One group that will no doubt welcome the Government's decision on Public Private Partnerships is National Toll Roads, the company set up 10 years ago by Tom Roche and his family with a lot of institutional backing to build and run first the East-Link and the West-Link toll bridges.
These toll bridges are a bit of a variation on the PPP projects proposed by the Government and its adviser Farrell Grant Sparks. The two toll bridges pass into local council ownership after 30 years and in the case of the East-Link, Dublin Corporation and Dublin Port & Docks Board already get a 40 per cent cut of the toll revenue.

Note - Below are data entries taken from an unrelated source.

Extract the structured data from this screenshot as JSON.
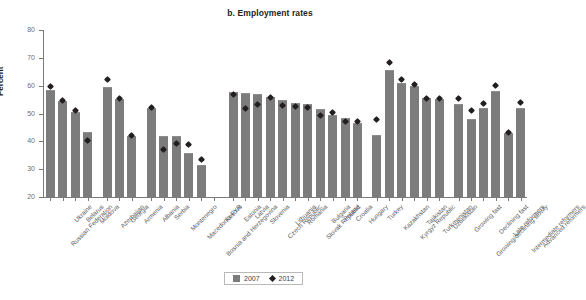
{
  "chart_data": {
    "type": "bar",
    "title": "b. Employment rates",
    "xlabel": "",
    "ylabel": "Percent",
    "ylim": [
      20,
      80
    ],
    "yticks": [
      20,
      30,
      40,
      50,
      60,
      70,
      80
    ],
    "grid": false,
    "legend_position": "bottom-center",
    "categories": [
      "Russian Federation",
      "Ukraine",
      "Belarus",
      "Moldova",
      "Azerbaijan",
      "Georgia",
      "Armenia",
      "Albania",
      "Serbia",
      "Montenegro",
      "Macedonia FYR",
      "Bosnia and Herzegovina",
      "Kosovo",
      "Estonia",
      "Latvia",
      "Slovenia",
      "Czech Republic",
      "Lithuania",
      "Romania",
      "Slovak Republic",
      "Bulgaria",
      "Poland",
      "Croatia",
      "Hungary",
      "Turkey",
      "Kazakhstan",
      "Kyrgyz Republic",
      "Tajikistan",
      "Turkmenistan",
      "Uzbekistan",
      "Growing fast",
      "Growing/declining slowly",
      "Declining fast",
      "Late reformers",
      "Intermediate reformers",
      "Advanced reformers"
    ],
    "series": [
      {
        "name": "2007",
        "marker": "bar",
        "color": "#7c7c7c",
        "values": [
          58.4,
          54.6,
          50.6,
          43.4,
          59.4,
          55.2,
          41.8,
          52.1,
          42.0,
          42.0,
          35.7,
          31.5,
          null,
          57.9,
          57.2,
          57.1,
          56.0,
          54.7,
          53.8,
          53.3,
          51.5,
          49.6,
          48.3,
          46.5,
          42.3,
          65.5,
          61.0,
          59.8,
          55.5,
          55.3,
          53.5,
          48.0,
          52.0,
          58.0,
          43.0,
          52.0
        ]
      },
      {
        "name": "2012",
        "marker": "diamond",
        "color": "#231f20",
        "values": [
          59.7,
          54.7,
          51.1,
          40.2,
          62.2,
          55.4,
          42.0,
          52.3,
          37.0,
          39.4,
          38.8,
          33.5,
          null,
          56.8,
          51.8,
          53.2,
          55.7,
          52.9,
          52.4,
          52.0,
          49.3,
          50.2,
          47.1,
          47.0,
          48.0,
          68.3,
          62.1,
          60.5,
          55.5,
          55.4,
          55.3,
          51.0,
          53.5,
          60.0,
          43.0,
          54.0
        ]
      }
    ],
    "group_breaks_after": [
      3,
      6,
      12,
      23,
      29
    ],
    "legend": [
      {
        "label": "2007",
        "marker": "square",
        "color": "#7c7c7c"
      },
      {
        "label": "2012",
        "marker": "diamond",
        "color": "#231f20"
      }
    ]
  }
}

In the case of the West-Link, the Government gets a cut once toll revenues reach a certain level and last year, NTR paid more than £2.4 million to the Government under this arrangement.
Ten years on, NTR is a veritable cash machine, churning out profits last year of £11.3 million on revenues of just £18.3 million. Most companies would drool over those sort of margins, but for the Roche family and NTR's big institutional backers like Standard Life and BIAM, the question is what does NTR do next?

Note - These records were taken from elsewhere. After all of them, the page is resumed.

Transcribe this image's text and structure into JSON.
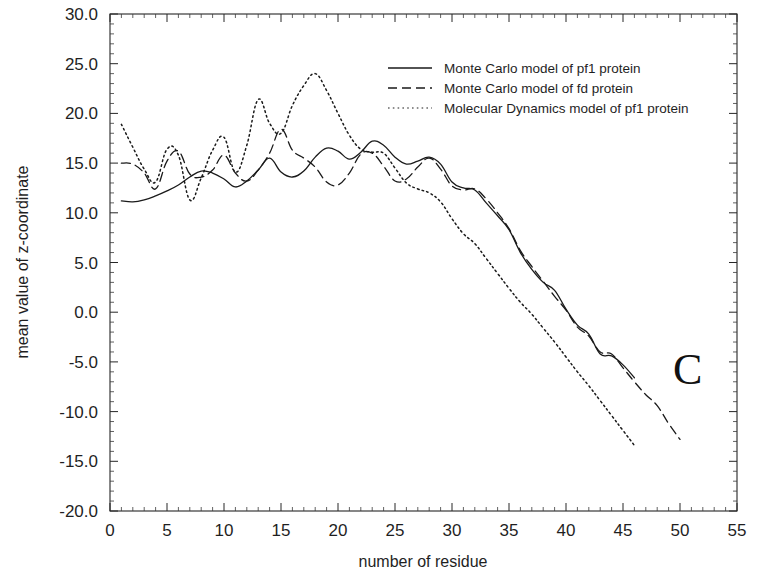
{
  "chart_data": {
    "type": "line",
    "title": "",
    "panel_label": "C",
    "xlabel": "number of residue",
    "ylabel": "mean value of z-coordinate",
    "xlim": [
      0,
      55
    ],
    "ylim": [
      -20.0,
      30.0
    ],
    "xticks": [
      0,
      5,
      10,
      15,
      20,
      25,
      30,
      35,
      40,
      45,
      50,
      55
    ],
    "xtick_labels": [
      "0",
      "5",
      "10",
      "15",
      "20",
      "25",
      "30",
      "35",
      "40",
      "45",
      "50",
      "55"
    ],
    "yticks": [
      -20.0,
      -15.0,
      -10.0,
      -5.0,
      0.0,
      5.0,
      10.0,
      15.0,
      20.0,
      25.0,
      30.0
    ],
    "ytick_labels": [
      "-20.0",
      "-15.0",
      "-10.0",
      "-5.0",
      "0.0",
      "5.0",
      "10.0",
      "15.0",
      "20.0",
      "25.0",
      "30.0"
    ],
    "minor_ticks_per_interval": 5,
    "grid": false,
    "legend_position": "top-right",
    "series": [
      {
        "name": "Monte Carlo model of pf1 protein",
        "style": "solid",
        "color": "#1a1a1a",
        "x": [
          1,
          2,
          3,
          4,
          5,
          6,
          7,
          8,
          9,
          10,
          11,
          12,
          13,
          14,
          15,
          16,
          17,
          18,
          19,
          20,
          21,
          22,
          23,
          24,
          25,
          26,
          27,
          28,
          29,
          30,
          31,
          32,
          33,
          34,
          35,
          36,
          37,
          38,
          39,
          40,
          41,
          42,
          43,
          44,
          45,
          46
        ],
        "values": [
          11.2,
          11.1,
          11.3,
          11.7,
          12.2,
          12.8,
          13.6,
          14.2,
          14.0,
          13.4,
          12.6,
          13.2,
          14.3,
          15.5,
          14.1,
          13.6,
          14.2,
          15.6,
          16.5,
          16.2,
          15.4,
          16.1,
          17.2,
          16.8,
          15.6,
          14.9,
          15.2,
          15.6,
          14.9,
          13.1,
          12.5,
          12.3,
          11.0,
          9.7,
          8.3,
          6.0,
          4.3,
          3.0,
          2.2,
          0.3,
          -1.3,
          -2.2,
          -4.2,
          -4.4,
          -5.3,
          -6.6
        ]
      },
      {
        "name": "Monte Carlo model of fd protein",
        "style": "dashed",
        "color": "#1a1a1a",
        "x": [
          1,
          2,
          3,
          4,
          5,
          6,
          7,
          8,
          9,
          10,
          11,
          12,
          13,
          14,
          15,
          16,
          17,
          18,
          19,
          20,
          21,
          22,
          23,
          24,
          25,
          26,
          27,
          28,
          29,
          30,
          31,
          32,
          33,
          34,
          35,
          36,
          37,
          38,
          39,
          40,
          41,
          42,
          43,
          44,
          45,
          46,
          47,
          48,
          49,
          50
        ],
        "values": [
          15.0,
          14.9,
          14.0,
          12.4,
          15.2,
          16.2,
          13.9,
          13.6,
          14.3,
          15.8,
          14.0,
          13.2,
          14.3,
          16.0,
          18.4,
          16.3,
          15.5,
          14.6,
          13.1,
          12.8,
          14.0,
          15.9,
          16.0,
          14.7,
          13.2,
          13.4,
          14.6,
          15.5,
          14.4,
          12.7,
          12.3,
          12.4,
          11.4,
          10.0,
          8.4,
          6.2,
          4.6,
          3.1,
          1.6,
          0.2,
          -1.5,
          -2.4,
          -4.0,
          -4.2,
          -5.6,
          -7.0,
          -8.3,
          -9.4,
          -11.2,
          -12.8
        ]
      },
      {
        "name": "Molecular Dynamics model of pf1 protein",
        "style": "dotted",
        "color": "#6a6a6a",
        "x": [
          1,
          2,
          3,
          4,
          5,
          6,
          7,
          8,
          9,
          10,
          11,
          12,
          13,
          14,
          15,
          16,
          17,
          18,
          19,
          20,
          21,
          22,
          23,
          24,
          25,
          26,
          27,
          28,
          29,
          30,
          31,
          32,
          33,
          34,
          35,
          36,
          37,
          38,
          39,
          40,
          41,
          42,
          43,
          44,
          45,
          46
        ],
        "values": [
          18.9,
          16.6,
          14.4,
          13.1,
          16.4,
          15.8,
          11.3,
          13.5,
          16.3,
          17.6,
          14.1,
          16.8,
          21.4,
          19.0,
          18.0,
          20.8,
          22.8,
          24.0,
          22.3,
          20.0,
          17.8,
          16.4,
          16.1,
          16.0,
          14.5,
          13.0,
          12.4,
          12.0,
          11.1,
          9.4,
          7.9,
          6.9,
          5.4,
          3.9,
          2.4,
          1.0,
          -0.2,
          -1.6,
          -3.0,
          -4.5,
          -6.0,
          -7.4,
          -8.9,
          -10.4,
          -11.9,
          -13.4
        ]
      }
    ]
  },
  "legend": {
    "entries": [
      {
        "label": "Monte Carlo model of pf1 protein",
        "style": "solid"
      },
      {
        "label": "Monte Carlo model of fd protein",
        "style": "dashed"
      },
      {
        "label": "Molecular Dynamics model of pf1 protein",
        "style": "dotted"
      }
    ]
  }
}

Hefty dividends are one thing £6.6 million was paid out last year but institutions at some stage will want a mechanism to put a value on their investment and a market listing is the most obvious way of doing that.
Tom Roche jnr, who runs NTR, has said in the past that a market listing is an option, but that the group would need a big infrastructural project with which to go to the market. So far, NTR's plans for a landfill at Mulhuddart and an east-west tunnel from Dublin Port to near Heuston Station have been rejected, while bids for the incinerator in north Dublin and the peat-fired power station in the midlands have been rejected. All that NTR has on its plate at the moment is a widening of the West-Link to six lanes.
Now with the Luas underground section, the Dublin Port tunnel, the Southern Cross motorway and the by-passes around Drogheda and Dundalk all earmarked for private investment through a PPP, NTR will no doubt be hoping to make its mark.
Incidentally, the motorway bridge across the Boyne which will be part of the Drogheda bypass looks like being quite an extraordinary structure and will be the State's first suspension bridge. More than 200 metres of the bridge will be cablestayed from a pylon which will be 93 metres high. To the non-metric, that is over 300 feet high (say twice the height of Liberty Hall or 1 1/2 times Cork's County Hall).